Lazy evaluation

Timon Gehr timon.gehr at gmx.ch
Wed Nov 23 11:13:39 PST 2011


On 11/23/2011 07:59 PM, Peter Alexander wrote:
> On 23/11/11 6:05 PM, Jonathan M Davis wrote:
>> On Wednesday, November 23, 2011 18:41:46 Timon Gehr wrote:
>>> On 11/23/2011 12:53 AM, Jonathan M Davis wrote:
>>>> This basic idea was discussed a couple of months back, and it was
>>>> determined that it was overly complicated for very little gain.
>>>
>>> I strongly disagree.
>>
>> Well, you're free to disagree, but that's essentially what the discussion
>> resulted. And glancing at the thread ( http://www.mail-
>> archive.com/digitalmars-d at puremagic.com/msg65324.html ), it looks like
>> you
>> posted a couple of times in it, so I'd expect you to be at least somewhat
>> aware of what was discussed in it. It's nice in theory, but there are
>> a number
>> of complications for what most people consider to be a minor gain. And
>> for the
>> folks who really don't like transitive const, it doesn't go anywhere
>> near far
>> enough, since they want full-on caching with const, not just lazy
>> evaluation,
>> which just isn't going to happen.
>>
>> - Jonathan M Dav
>
> Just to be clear, I don't think anyone has any problem with the
> transitivity of const, but rather the fact that D only offers bitwise
> const and not logical const, and also that D protocols enforce bitwise
> const when only logical const is needed.
>

Exactly. This is how pure functional programming looks like in D at the 
moment:
http://pastebin.com/C6vf9DQQ

I didn't spot any 'immutable' or 'const'.

> Bitwise const is needed for safe concurrency, but only logical const is
> needed for pure functional programming.

And lazy evaluation already suffices.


→ WHAT IS EXPECTED: Repeat nothing but the line that contains "Locate an element on the screen. The" and the lines after it, through the end of the listing, exactly as they stand; omit pictures.

→ DATA:
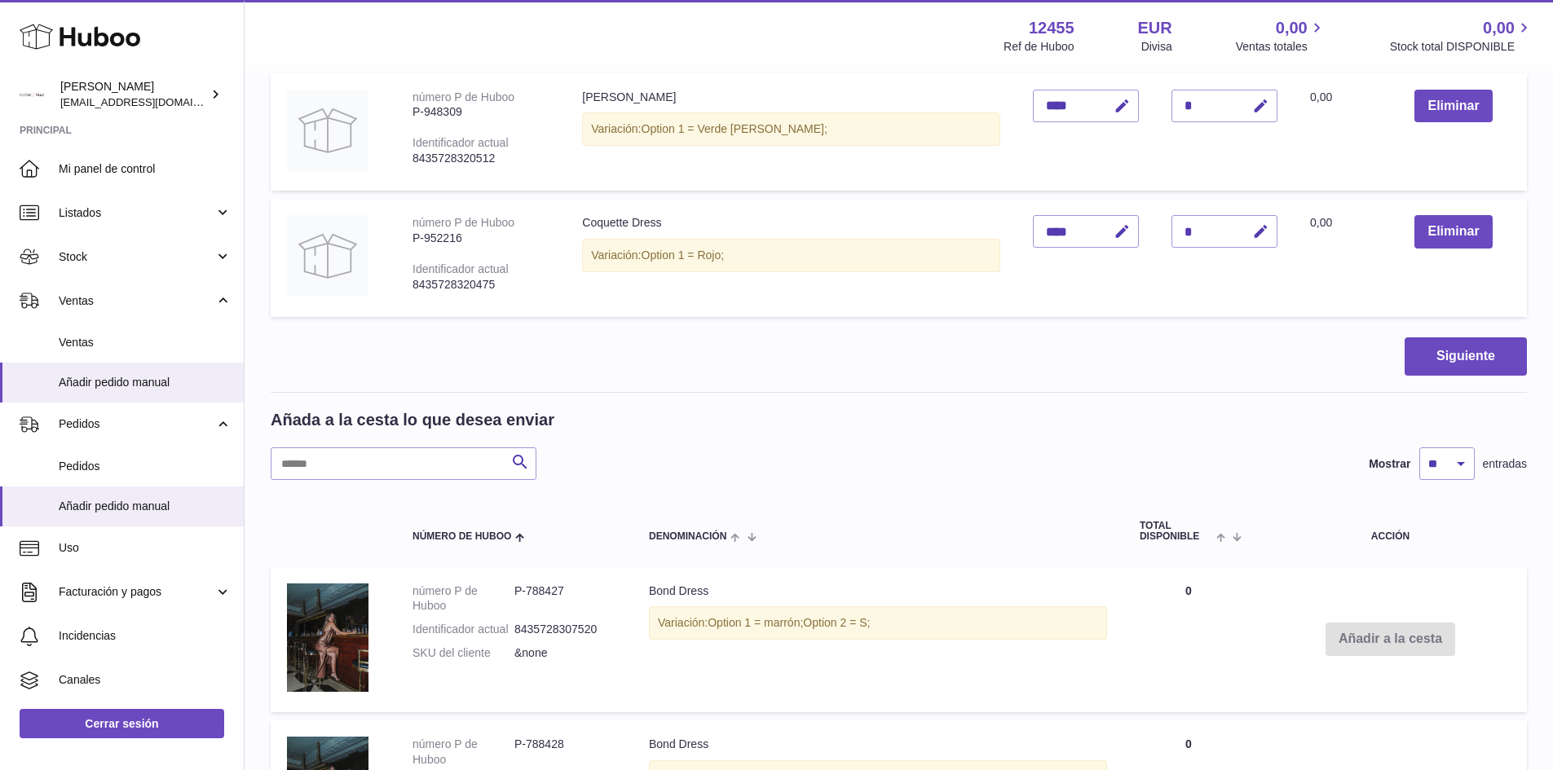  I want to click on td: Bond Dress, so click(878, 640).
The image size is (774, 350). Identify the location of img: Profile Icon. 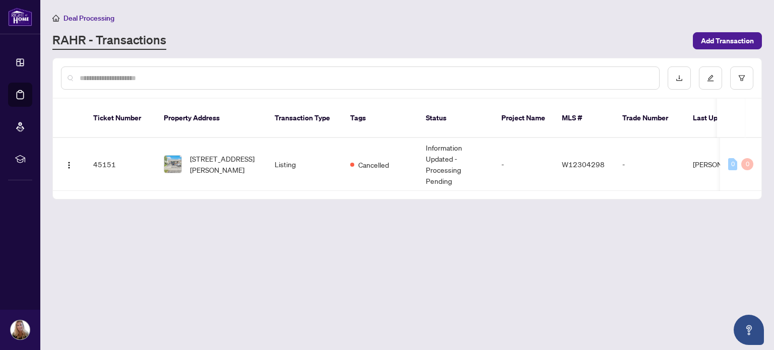
(20, 330).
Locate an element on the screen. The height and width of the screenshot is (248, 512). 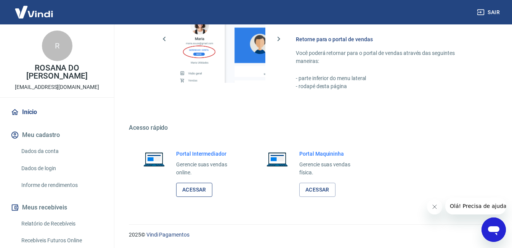
a: Informe de rendimentos is located at coordinates (61, 185).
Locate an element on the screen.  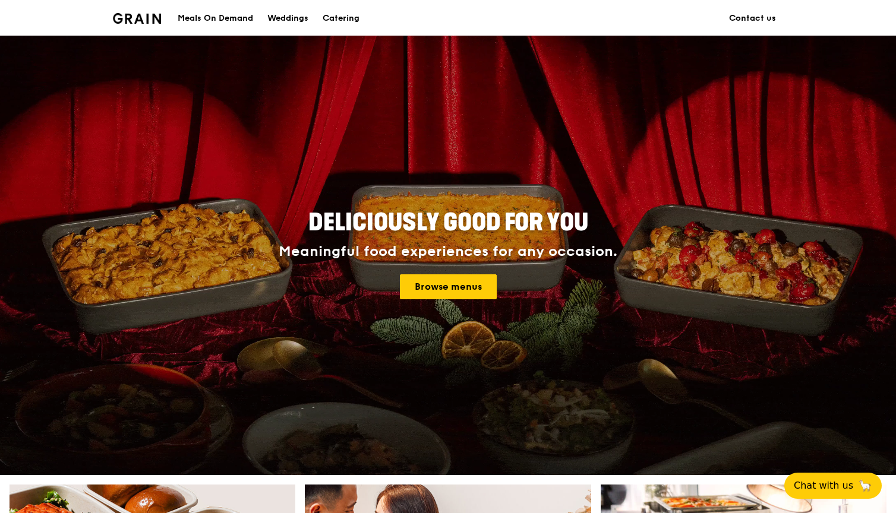
span: Deliciously good for you is located at coordinates (448, 223).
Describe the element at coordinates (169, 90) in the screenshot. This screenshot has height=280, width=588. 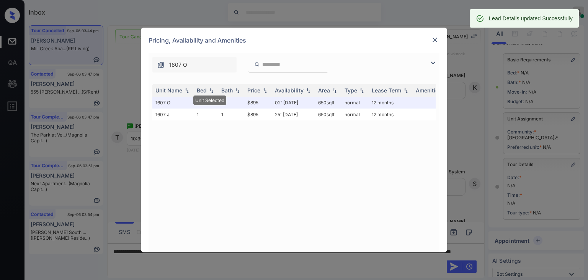
I see `div: Unit Name` at that location.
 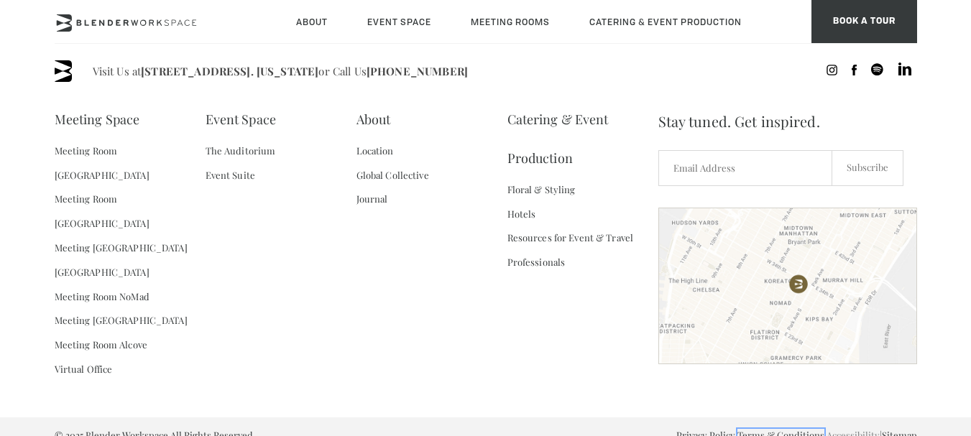 I want to click on a: Journal, so click(x=372, y=199).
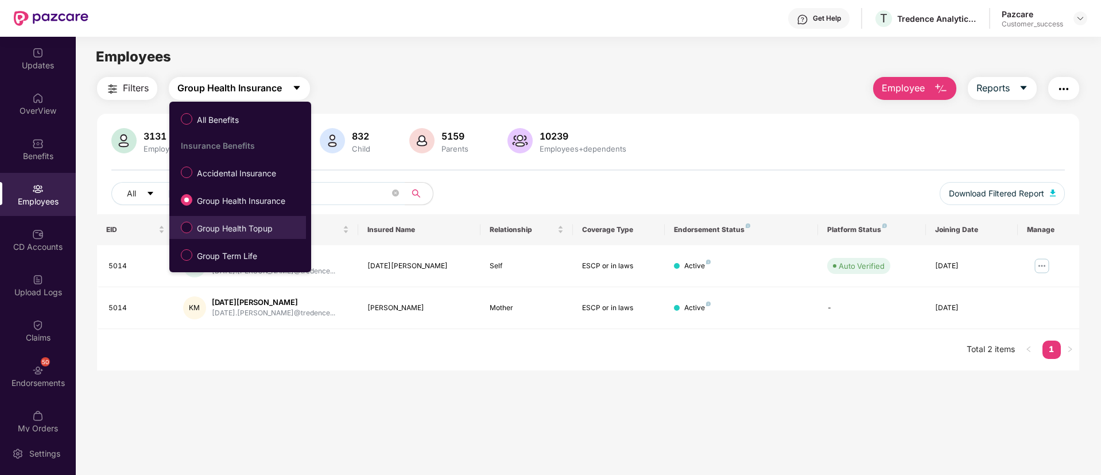  I want to click on img: svg+xml;base64,PHN2ZyBpZD0iSG9tZSIgeG1sbnM9Imh0dHA6Ly93d3cudzMub3JnLzIwMDAvc3ZnIiB3aWR0aD0iMjAiIG..., so click(38, 98).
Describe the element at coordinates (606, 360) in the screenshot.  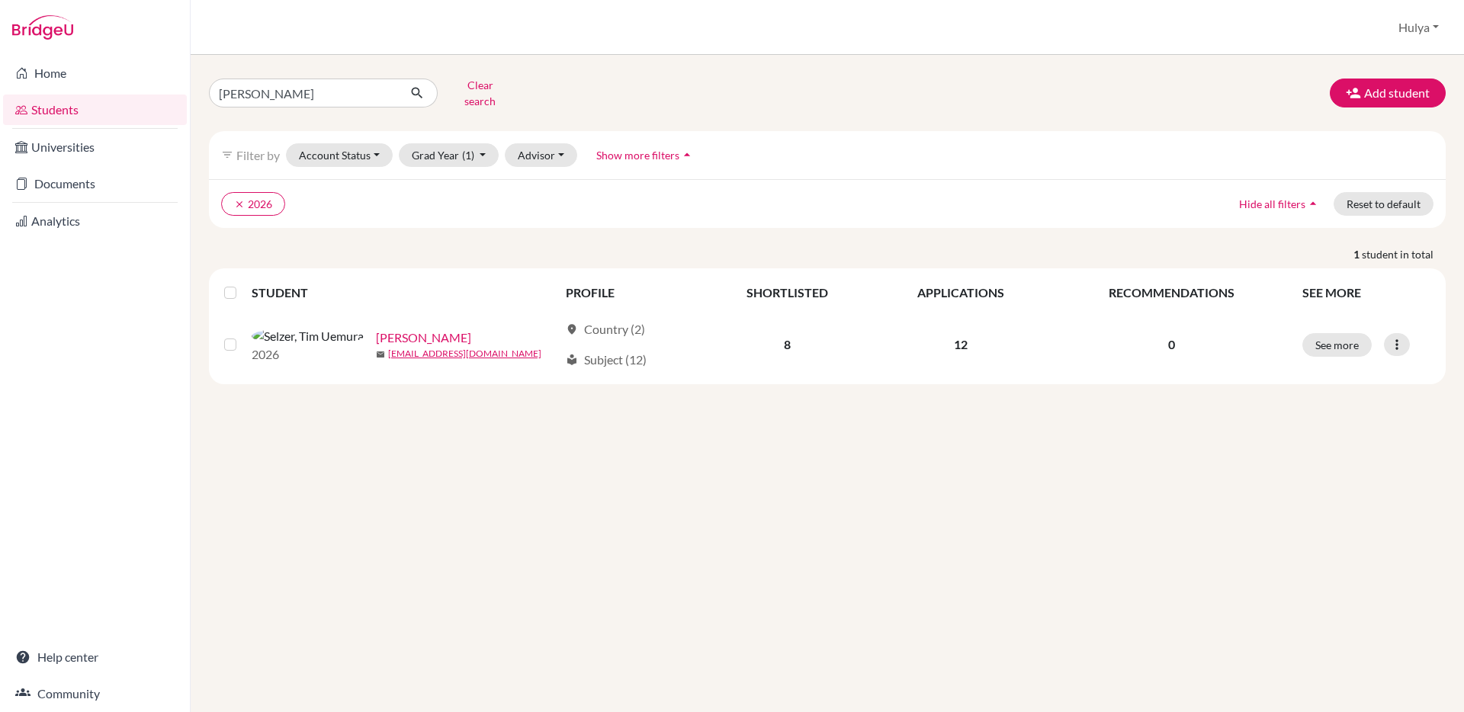
I see `div: Subject (12)` at that location.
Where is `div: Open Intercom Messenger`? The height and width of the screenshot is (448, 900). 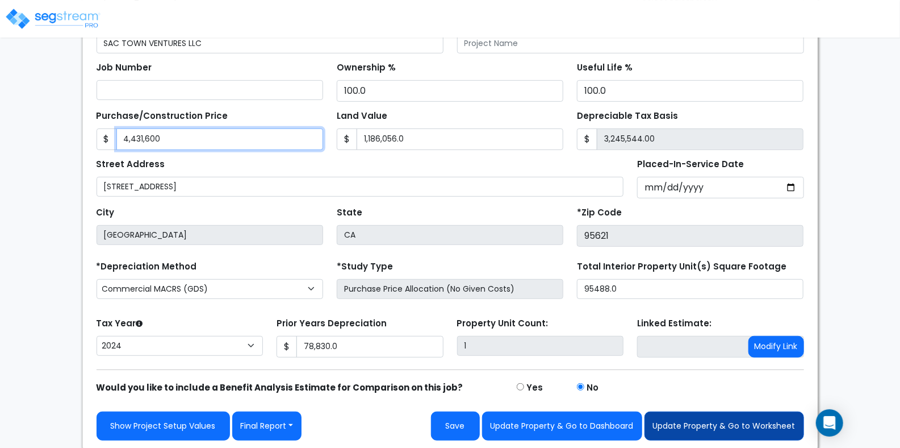
div: Open Intercom Messenger is located at coordinates (830, 423).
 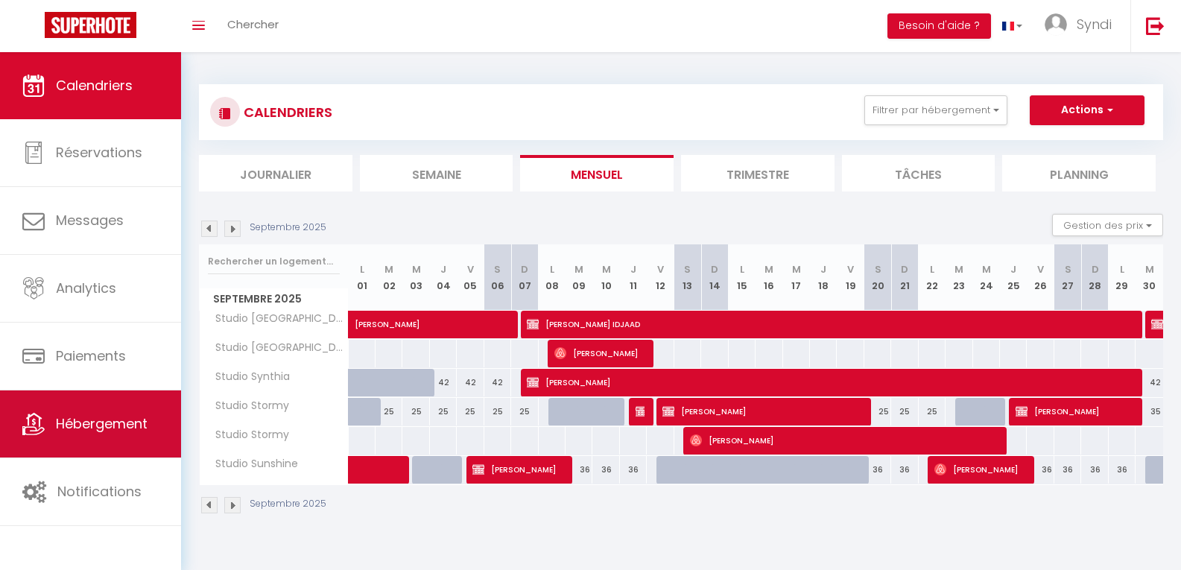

→ WORKED SOLUTION:
Locate an element on the screen. The height and width of the screenshot is (248, 512). 
a: Informe de rendimentos is located at coordinates (61, 185).
Locate an element on the screen.  
span: Deliciously good for you is located at coordinates (448, 223).
Describe the element at coordinates (169, 90) in the screenshot. This screenshot has height=280, width=588. 
I see `div: Unit Name` at that location.
  I want to click on a: Journal, so click(x=372, y=199).
  I want to click on img: svg+xml;base64,PHN2ZyBpZD0iSG9tZSIgeG1sbnM9Imh0dHA6Ly93d3cudzMub3JnLzIwMDAvc3ZnIiB3aWR0aD0iMjAiIG..., so click(38, 98).
Describe the element at coordinates (606, 360) in the screenshot.  
I see `div: Subject (12)` at that location.
Where is `div: Open Intercom Messenger`? The height and width of the screenshot is (448, 900). 
div: Open Intercom Messenger is located at coordinates (830, 423).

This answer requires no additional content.